Some time in the 1980s I decided to become a writer. But I did not become one until the 1990s. And not until the mid-2000s…twenty years after my career change…did I start calling myself a writer. However my first ever published piece was The Practicability of a Fixed Channel Link that was published in 1966 in the Journal of the Cambridge University Engineering Society after I had won that year’s Cambridge Engineering Essay Prize.

This gave me my first taste of creative writing on non-fictional subjects…although the first glimpse I had of my potential as a writer came when I won the History Prize in my Greater Erasmus year at Christ’s Hospital Bluecoat School ahead of half a dozen future Oxford History Scholars…including te Latin American scholar Alan Knight. My Channel Tunnel Essay was actually pretty close to being plagiarism but as I had used two sources and not just one I am told it was research. Besides after a few drafts there is not much left of the original source material.
After that nothing entered the public domain until the 1980s...although I was writing plenty of private reports. From 1972 to 1974 three reports found their way to the World Bank…Oman Regional Roads Development Programme, Central Rift Valley Water Development Programme and the City of Blantyre Water Development Programme.
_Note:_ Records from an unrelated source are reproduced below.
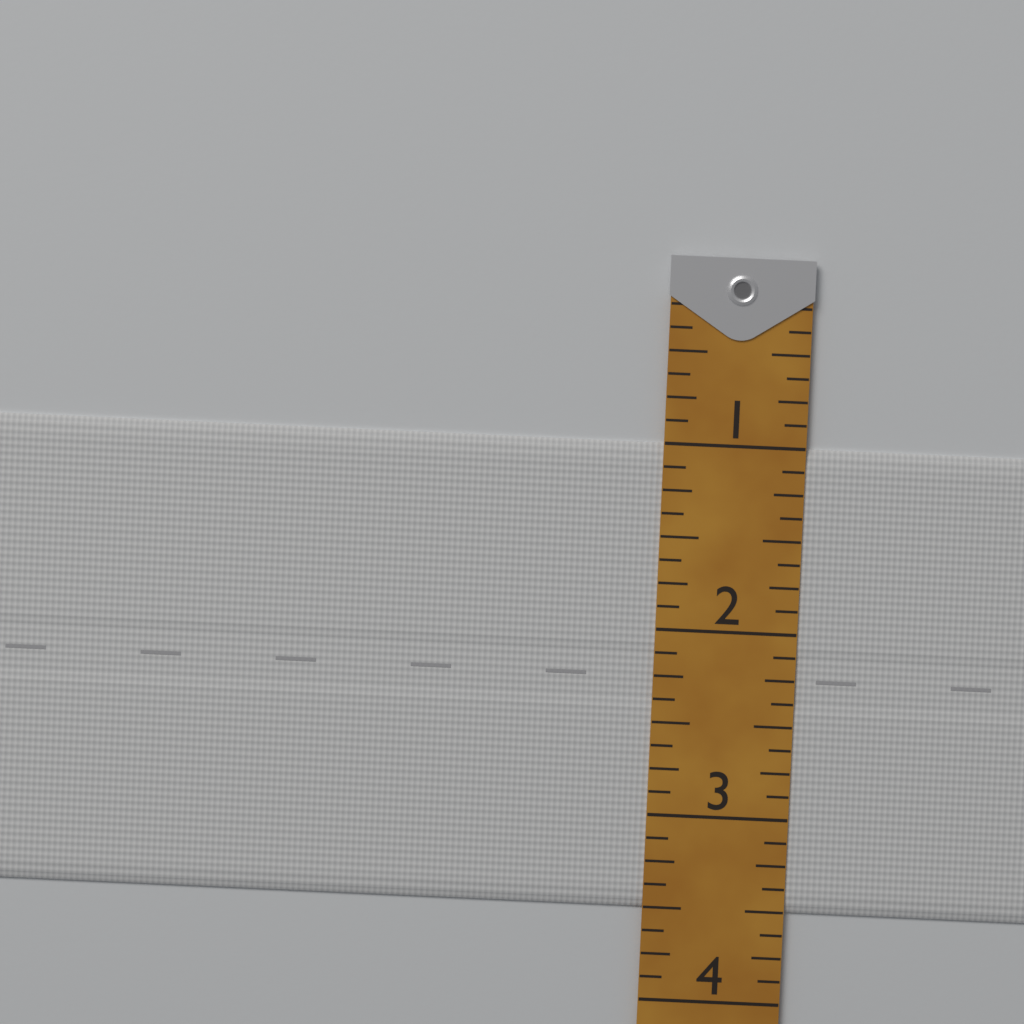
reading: 3.500 (no unit)
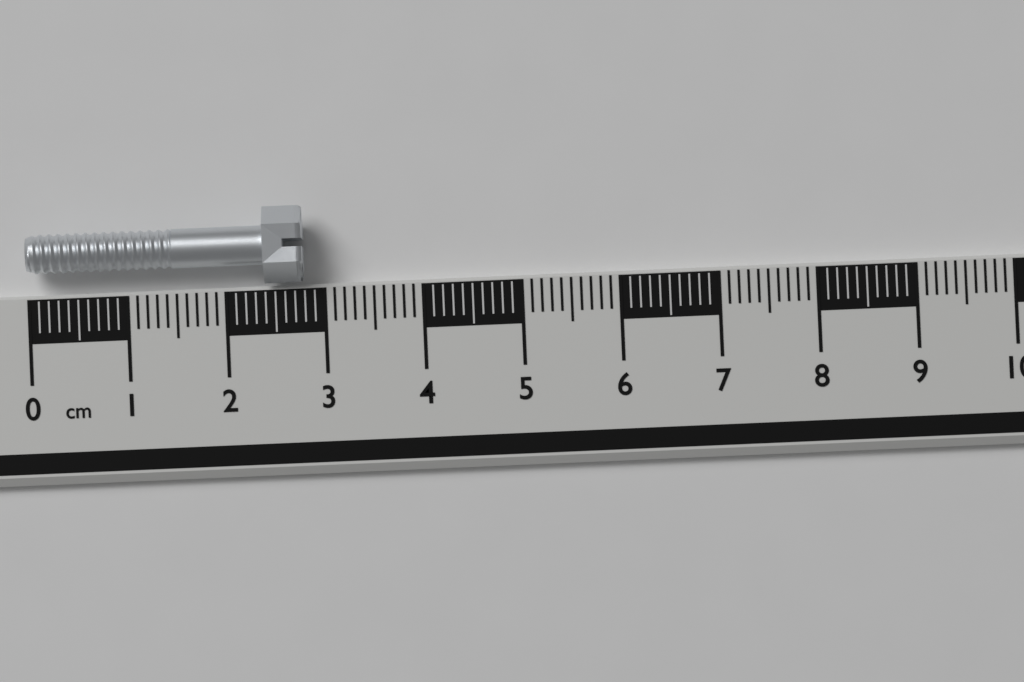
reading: 2.8 cm
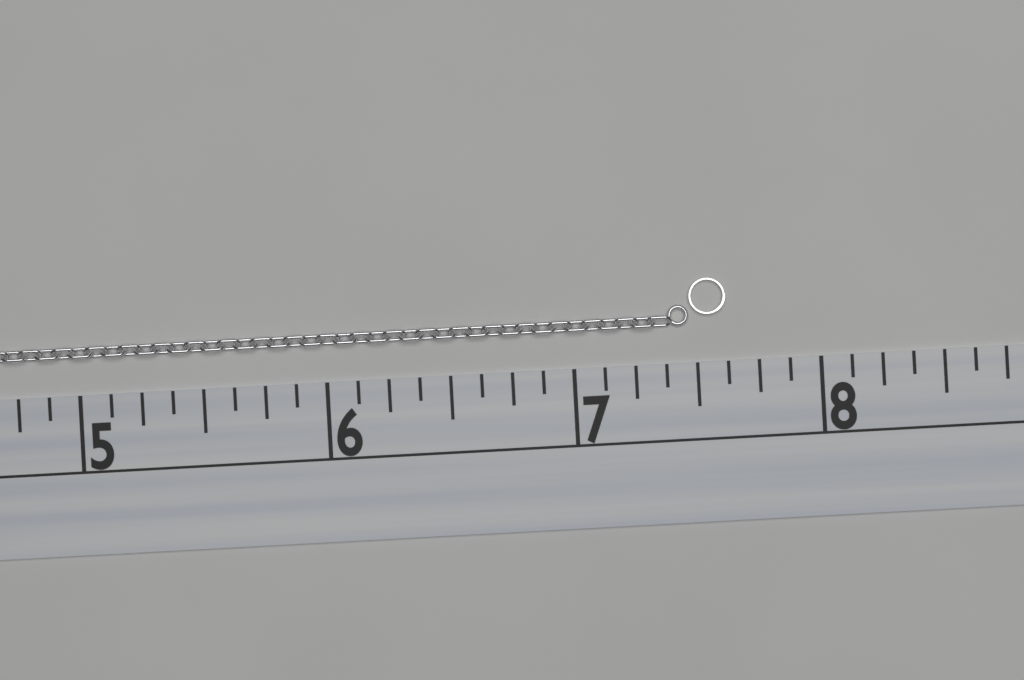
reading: 7.625 (no unit)
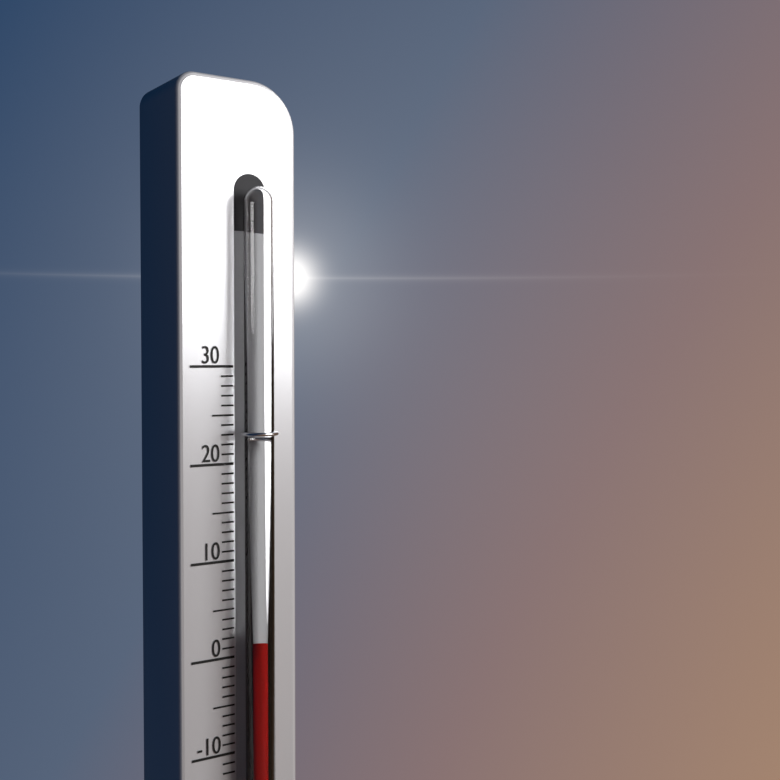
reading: 2 (no unit)
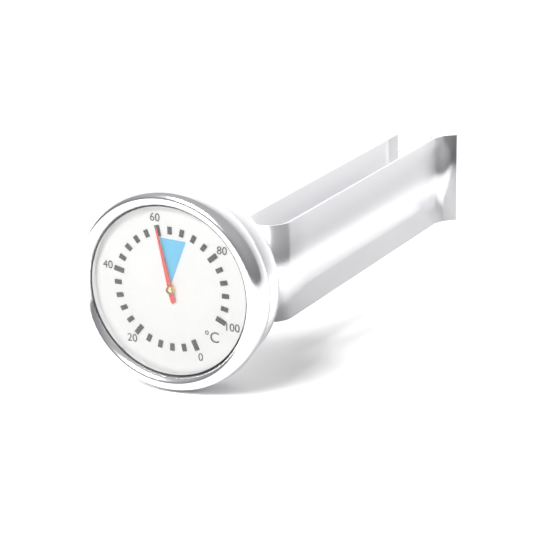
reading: 60 °C
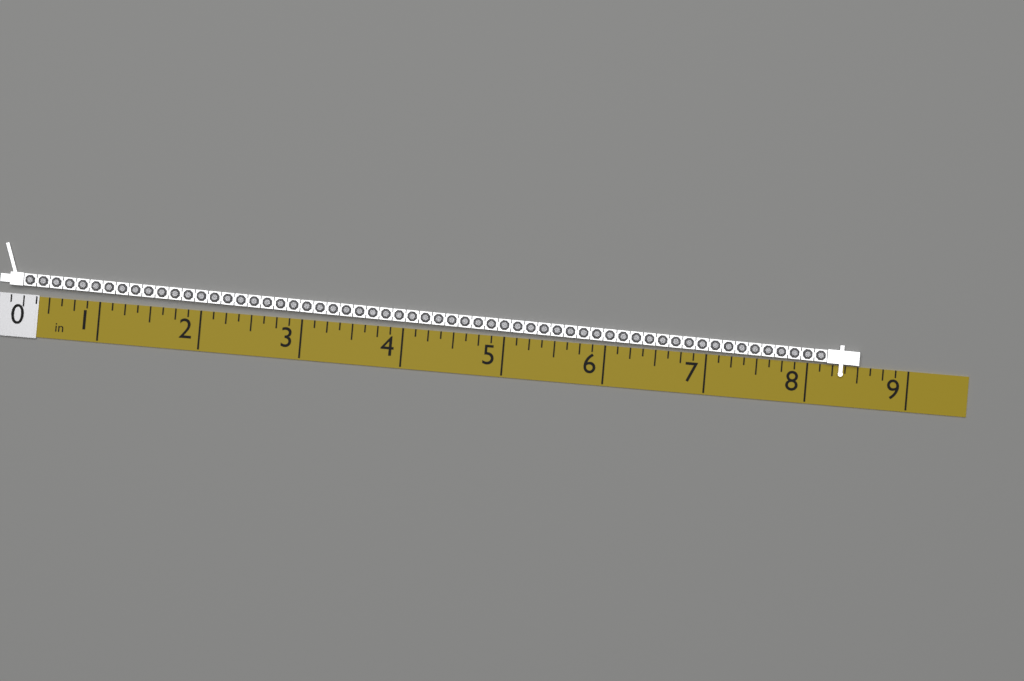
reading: 8.500 in
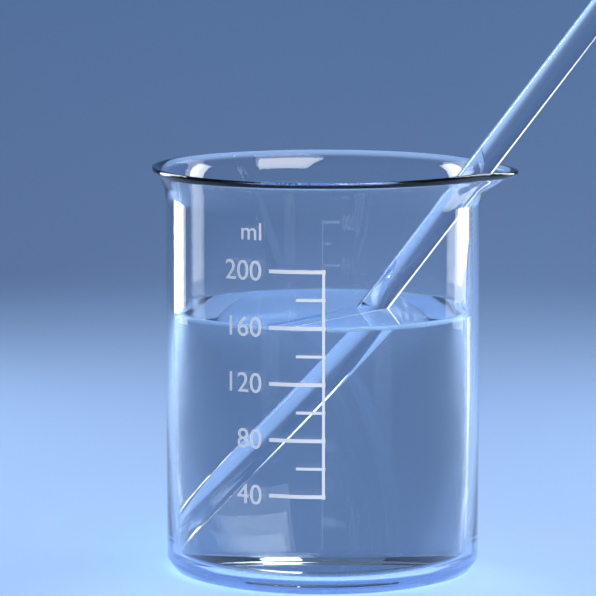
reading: 160 ml
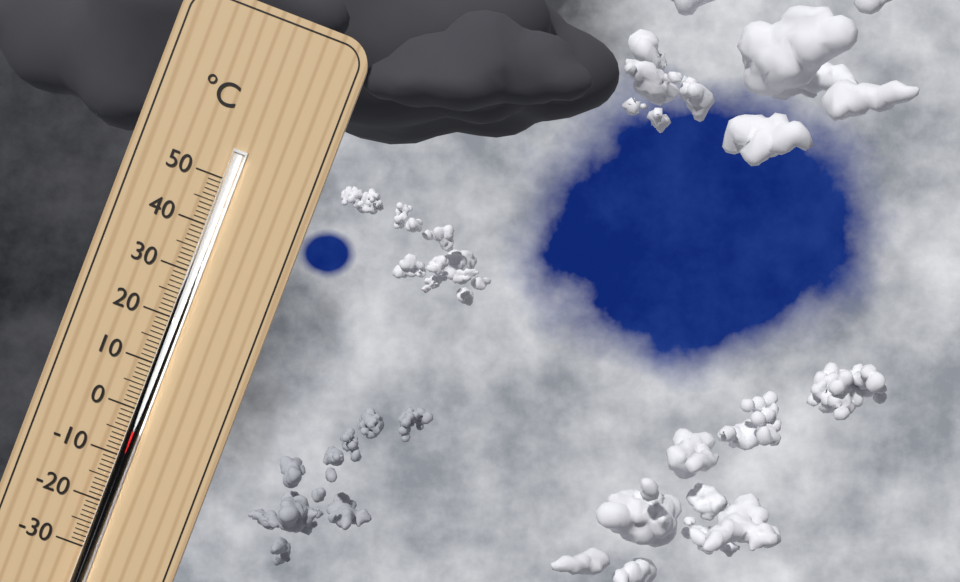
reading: -4 °C
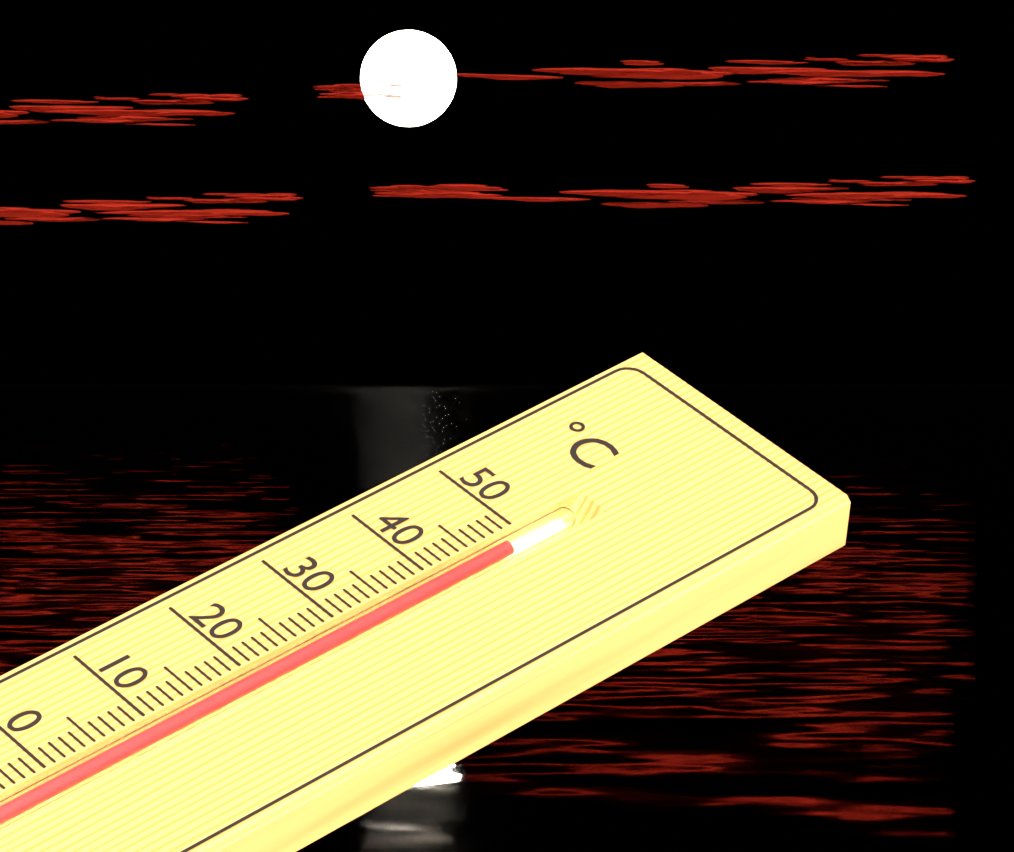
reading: 48 °C
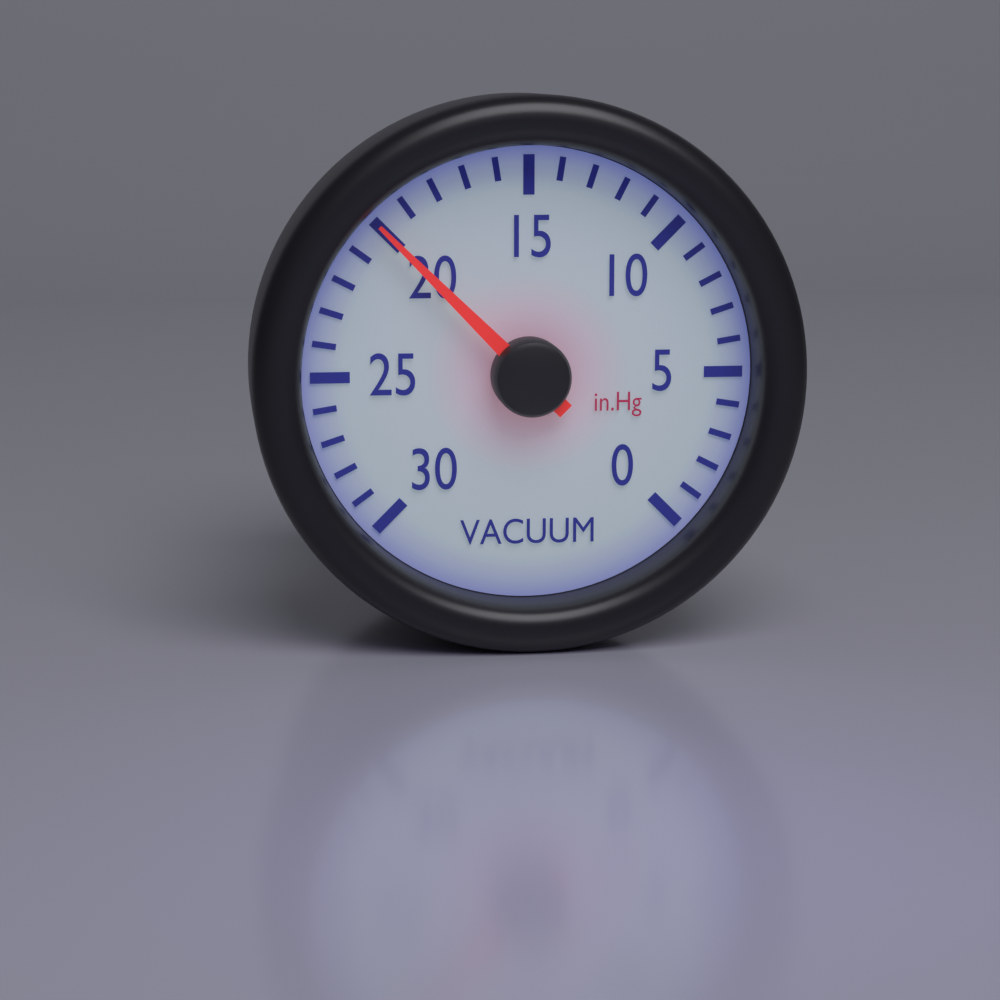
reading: 20 inHg
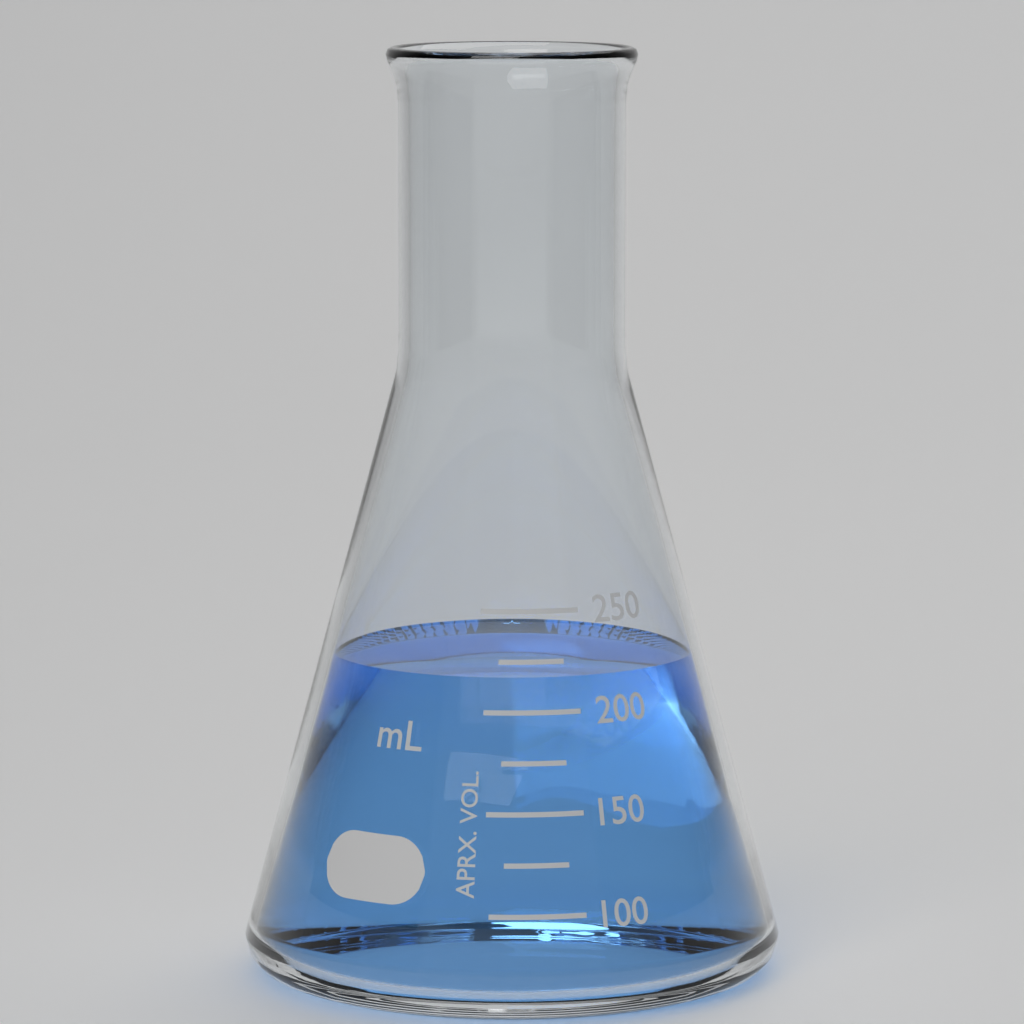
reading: 215 mL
And between 1975 and 1980 my private reports became the property of Norton Company of Worcester Massachusetts so nowadays they are the copyrighted property of the French multinational giant Compagnie de Saint-Gobain.
It would take me nearly two decades to escape from the Natural Sciences to which boys who were clever at arithmetic were condemned even if they were really Generalists who could turn their brain to most things. My route seems with hindsight to have been particularly tortuous involving slipping out of Natural Sciences into Mechanical Sciences between school and university and then manoeuvring from Mechanical Sciences to Business Economics and from there to National Economics before a sideways lurch to the soft scientific domain of Economic History.
In the literary record that I put together in 1998 my work for Fourth World Review in the mid-1980s marks the start of my career as a writer. I separate my published work into articles, book reviews and published correspondence. Under Articles there is an essay Towards a Society of the Free in 1982 in the short-lived Fourth World News (1982 fwn26) which was published under my editorship so could be regarded as Vanity Publishing. At the time we were experimenting with a rotating editorship which worked well until Liz Nathaniels slipped in too many Resurgence sentiments for John Papworth’s liking. John was sixty in 1982 so perhaps he was flirting with retirement when he thought up the rotation plan and later thought better of it? Besides he needs to be his own editor as well as publisher.
My first contribution to Fourth World Review was published in 1982 and was called The Fourth Way (1982 fwr20). My next piece was not until four years later when I wrote a Letter from America in the form of a book review entitled Cities, Tribes & Empowerment (1986 fwr29). In 1987 a piece of published correspondence with the title Tutorial on Work (1987 fwr22) was published followed by two articles in 1988…The Future of The Home (1988 fwr27) and Moneyquakes (1988 fwr28). I rounded off my published works for the 1980s with two articles…A Nation of Gardeners (1989 fwr31) and a published correspondence piece on Money & Debt (1989 fwr34).
These eight published pieces set the agenda for my political research over the next two decades. In my 1998 Literary Record my unpublished work was divided up into Radioscripts and Manuscripts. Proverbial Talks (1987) was the only radioscript I showed to anyone. Later it was incorporated into a course given at Färnebo Folkhögskola and is well-suited for an Advanced English Course for Chinese Students…a sequel to the Swedish politics book.
There were three other radioscripts in my 1980s listing…Report from a Swedish Village (1988); Ribbons, Robbers & Robins (1988) and a comedy sketch The Karlsson Affair (1989)….and six manuscripts were…Education for a Virtuous Society (1983)…from my time in Early Childhood Education in Boston; Birmingham as Number One (1986); The Jewish Question (1987); Let The People Sing (1988); Maps Mapping & Modelling (1989) and Green Houses or Blue Moonwaves (1989). Those last two have an interesting provenance…but more on that another day.